In a move that echoes citizen pushback against data centers across the country, Jerome Township, a small municipality in Ohio, has put a nine-month freeze on new data center construction. As is often the complaint in similar situations, the freeze is a response to resident complaints and safety concerns tied to two existing data centers, in this case facilities owned by Amazon.
The trustees voted unanimously in early September to suspend acceptance and approval of zoning applications for additional data centers while the township rethinks how, and whether, the fast-expanding industry fits its growth plan.
A fast-growing community of roughly 13,000 residents, Jerome Township reflects a national tension: the AI era’s voracious appetite for compute—which requires massive data center buildout—versus the local costs those hulking facilities impose. In one sense, data centers offer major benefits: some long-term job creation and steady demand for services. In another, they are unsightly industrial sites whose constant operations test noise rules, emergency protocols and electrical grid capacity.
Officials framed the pause as homework, not an outright ban on new data facilities. Some town leaders appear focused on job creation and tax revenues, voicing worry that nearby towns will attract the data centers. In contrast, Trustee Wezlynn Davis, who pushed for the moratorium, said data centers bring outsized impacts for a modest local return. And residents have expressed exasperation, complaining of a persistent industrial hum that is degrading pleasant neighborhoods.

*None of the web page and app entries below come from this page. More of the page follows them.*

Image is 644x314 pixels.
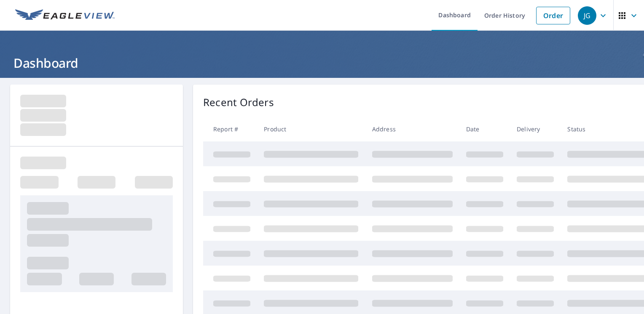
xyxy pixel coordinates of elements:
a: Order [536,7,570,24]
th: Product [257,117,365,142]
h1: Dashboard [10,54,634,72]
th: Address [366,117,460,142]
p: Recent Orders [203,95,274,110]
th: Delivery [510,117,560,142]
th: Report # [203,117,257,142]
img: EV Logo [15,9,115,22]
th: Date [460,117,510,142]
div: JG [578,6,597,25]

Measured by decibels, the facilities appear to meet local limits, but homeowners still report lower quality of life. In response, Amazon claimed that it is making a multi-million dollar investment to engineer a solution to reduce noise.
Truly a Revenue Source?
The economics of data centers are debatable. Amazon’s two centers received 10-year property tax abatements, with local revenues instead tied to a 1.5% income tax on workers through a joint development agreement. Amazon notes that its presence offers major benefits: the company invested about $4.1 billion in local data center spend between 2022 and 2024. It also paid $1.1 million in local property taxes and fees in 2024, and supported roughly 2,360 full-time equivalent jobs annually.

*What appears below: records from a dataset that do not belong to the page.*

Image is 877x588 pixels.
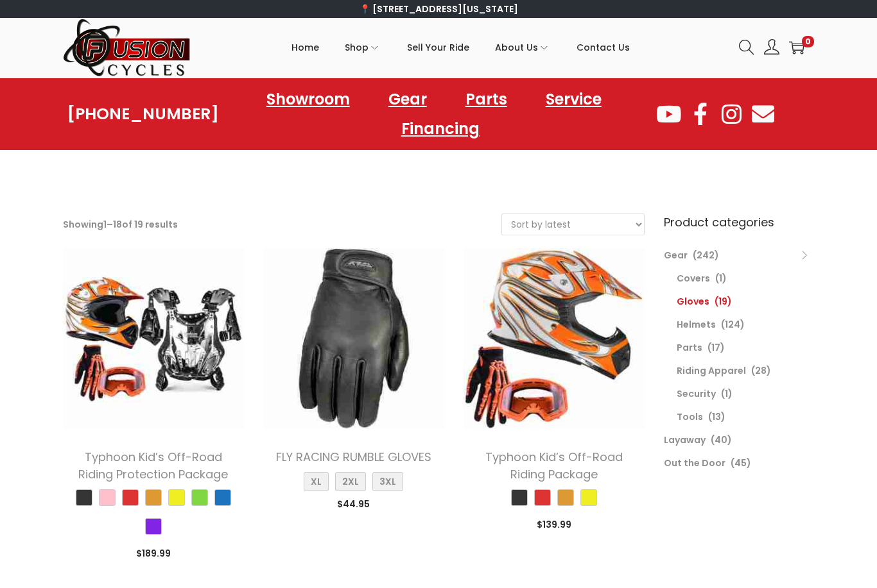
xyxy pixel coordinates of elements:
[708,341,725,354] span: (17)
[677,411,703,423] a: Tools
[677,341,702,354] a: Parts
[373,472,403,491] span: 3XL
[664,214,814,231] h6: Product categories
[78,449,228,482] a: Typhoon Kid’s Off-Road Riding Protection Package
[113,218,122,231] span: 18
[533,85,614,114] a: Service
[67,106,219,123] a: [PHONE_NUMBER]
[789,40,804,55] a: 0
[345,19,381,77] a: Shop
[751,364,771,377] span: (28)
[721,318,745,331] span: (124)
[291,32,319,63] span: Home
[730,457,751,470] span: (45)
[677,364,746,377] a: Riding Apparel
[453,85,520,114] a: Parts
[721,387,732,401] span: (1)
[495,19,551,77] a: About Us
[502,214,644,235] select: Shop order
[303,472,329,491] span: XL
[664,249,687,261] a: Gear
[219,85,654,144] nav: Menu
[63,216,178,233] p: Showing – of 19 results
[388,114,492,144] a: Financing
[254,85,363,114] a: Showroom
[537,518,542,531] span: $
[375,85,440,114] a: Gear
[263,248,444,429] img: Product image
[407,32,469,63] span: Sell Your Ride
[677,318,716,331] a: Helmets
[63,18,191,77] img: Woostify retina logo
[495,32,538,63] span: About Us
[104,218,106,231] span: 1
[677,272,710,285] a: Covers
[664,457,725,470] a: Out the Door
[63,248,244,429] img: Product image
[576,19,630,77] a: Contact Us
[136,547,171,560] span: 189.99
[677,387,716,401] a: Security
[335,472,366,491] span: 2XL
[576,32,630,63] span: Contact Us
[708,411,725,423] span: (13)
[715,272,726,285] span: (1)
[714,295,732,308] span: (19)
[276,449,431,465] a: FLY RACING RUMBLE GLOVES
[136,547,142,560] span: $
[677,295,710,308] a: Gloves
[407,19,469,77] a: Sell Your Ride
[337,498,343,511] span: $
[486,449,623,482] a: Typhoon Kid’s Off-Road Riding Package
[664,433,706,446] a: Layaway
[711,433,732,446] span: (40)
[191,19,729,77] nav: Primary navigation
[463,248,644,429] img: Product image
[345,32,369,63] span: Shop
[359,3,518,15] a: 📍 [STREET_ADDRESS][US_STATE]
[337,498,370,511] span: 44.95
[693,249,719,261] span: (242)
[537,518,571,531] span: 139.99
[291,19,319,77] a: Home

But it’s unknown how many of those jobs will remain after construction crews depart. Furthermore, Davis argues the township is sacrificing scarce commercial land that could host higher-value employers with more enduring payrolls.
Safety issues have been a source of friction. Fire Chief Douglas Stewart pointed to two worker fatalities at the Amazon sites during construction and a blaze on April 17 that caused an estimated $50 million in damage. He also criticized on-site access protocols that, he said, delayed medic units at gates during emergencies. Amazon says it does not require background checks or nondisclosure agreements for first responders, and notes that some incidents occurred under the control of general contractors.
Who Pays for Demands on the Electrical Grid?
Data centers are heavy users of electricity and significant consumers of water for cooling. Davis has argued existing households and businesses shouldn’t subsidize that load and has pointed to Ohio’s evolving regulatory landscape—including a new data center tariff now subject to potential appeal—as a reason to slow down. Like officials across the country, Davis suggested that data centers need to bring their own source of power instead of further leaning on already stressed grids.
The moratorium’s effect has larger ramifications. Township leaders say multiple applications, possibly as many as four projects, had been moving forward but are now on hold. During the pause, the board will consider moving data centers from “permitted” to “conditional” use in local zoning, which would give officials greater leverage over location, noise levels, and safety protocols.
When the pause ends, Jerome will need to make a decision facing many communities across the country: do the benefits of a local data center outweigh the resulting quality of life issues?